Cast Latex
Installation size: est. 12'h x 6'w x 6'd
*detail image shown

This work was created specifically for the invitational group exhibition "Imagining Otherness: Catching Sight of Monstrosity", held at the Eau Claire Regional Arts Center's Janet Carson Gallery, in Eau Claire, Wisconsin.
Gallery images shown are taken after my installation of the piece, but before the remainder of the group show was hung and open to the public.


The Cheater
Caressing, condoms, fingers, fluids, fondling, fucking, holes, orifices, skin, stroking, sucking, touching
The vast expanse of pleasure to be found in skin to skin contact is a private world for lovers to be lost within. However, when a lover strays, they become a cheater. The partner left violated imagines the lover with others, skin to skin, and all of the pleasure previously contained within their private orb suddenly becomes a shameful series of actions carried out with others. Nameless others become an unbearable crowd of faceless individuals, their cries of pleasure imagined, are deafening and heartbreaking. Their fingertips become imprinted in invisible patterns upon the lover's flesh, in these monstrous violations of love.
The Cheater takes and then leaves these others, carrying within himself an inflated sense of lustful and violent pride, as if he were counting coup, while women rise and fall above and below him. The Cheater transforms the lovers' private work of pleasure into a monstrous series of acts to mark his territory and lay claim to a series of random holes.


The gallery installation of "Cheater" began with mapping out the constellation of "fingerprints" on the gallery ceiling with tape and string to mark the position of eye hooks.
The measurements for spacing and heights were determined in my basement studio with a makeshift ceiling of suspended hockey sticks. Length of string drops were then adjusted in the gallery, to accommodate the height of the gallery ceiling vs. my basement mock up of the installation.
After studying common fingerprint designs, I stylized my 3 favorites and combined them, in varying degrees, with imagery of female anatomy. I then created actual sized pencil drawings on newsprint, for the 2 sizes of circles I wished to use as my final sizes. Drawings were inked in with magic marker to determine line widths.
My initial attempts to sculpt the fingerprint designs in clay did not produce lines delicate enough for my taste. I decided that I would need to transfer and then carve the drawings into wax and make molds from the carvings. Carbon and powdered graphite transfers did not work well due to the repelling nature of the wax surfaces. I finally taped the marker drawings to the cooled blocks of wax (made by pouring melted wax into frames the size of my circles) to trace over the marker drawings with a pointed stylus. This worked well as it created thin lines in the wax that acted as carving guides.
The wax carvings were cast in plaster. The two sizes used are shown. In the bottom left, are fragments of the mold I attempted to make from my clay carving/sculpture. The cast was too fragile and the release was poor, resulting in a broken mold. I was glad to have switched to wax for the carvings, but was curious to see how the lines would have held up in clay, so I cast the clay in plaster for experiment's sake.
The plaster molds were sealed with a clear varnish so they would not be porous. Vaseline, heated slightly in the microwave, was painted on in a thin layer to act as a release for the latex.
Layers of brushed on latex, over the sealed plaster mold.
Forever experimenting, I also tried the brush on latex applied directly onto the wax carvings. It was slower to dry than on the plaster, but still useable as a finished piece once it was gently pulled from the wax.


Try it
Using the material below, work out how many lines contain the word "road". Reply with the number and nothing more.

Data shown
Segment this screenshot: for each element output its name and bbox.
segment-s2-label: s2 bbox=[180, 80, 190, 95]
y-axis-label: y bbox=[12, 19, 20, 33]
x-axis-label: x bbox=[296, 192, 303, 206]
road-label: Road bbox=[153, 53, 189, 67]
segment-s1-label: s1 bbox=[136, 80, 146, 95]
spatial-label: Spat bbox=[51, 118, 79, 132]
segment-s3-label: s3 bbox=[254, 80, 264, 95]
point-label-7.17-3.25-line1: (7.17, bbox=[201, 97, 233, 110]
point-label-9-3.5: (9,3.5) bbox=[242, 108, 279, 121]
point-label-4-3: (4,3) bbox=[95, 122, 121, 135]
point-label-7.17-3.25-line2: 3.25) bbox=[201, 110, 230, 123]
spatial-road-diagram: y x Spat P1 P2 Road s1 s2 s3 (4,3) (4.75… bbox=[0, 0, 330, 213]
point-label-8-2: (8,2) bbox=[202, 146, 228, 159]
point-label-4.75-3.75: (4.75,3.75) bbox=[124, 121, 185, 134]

Task response
2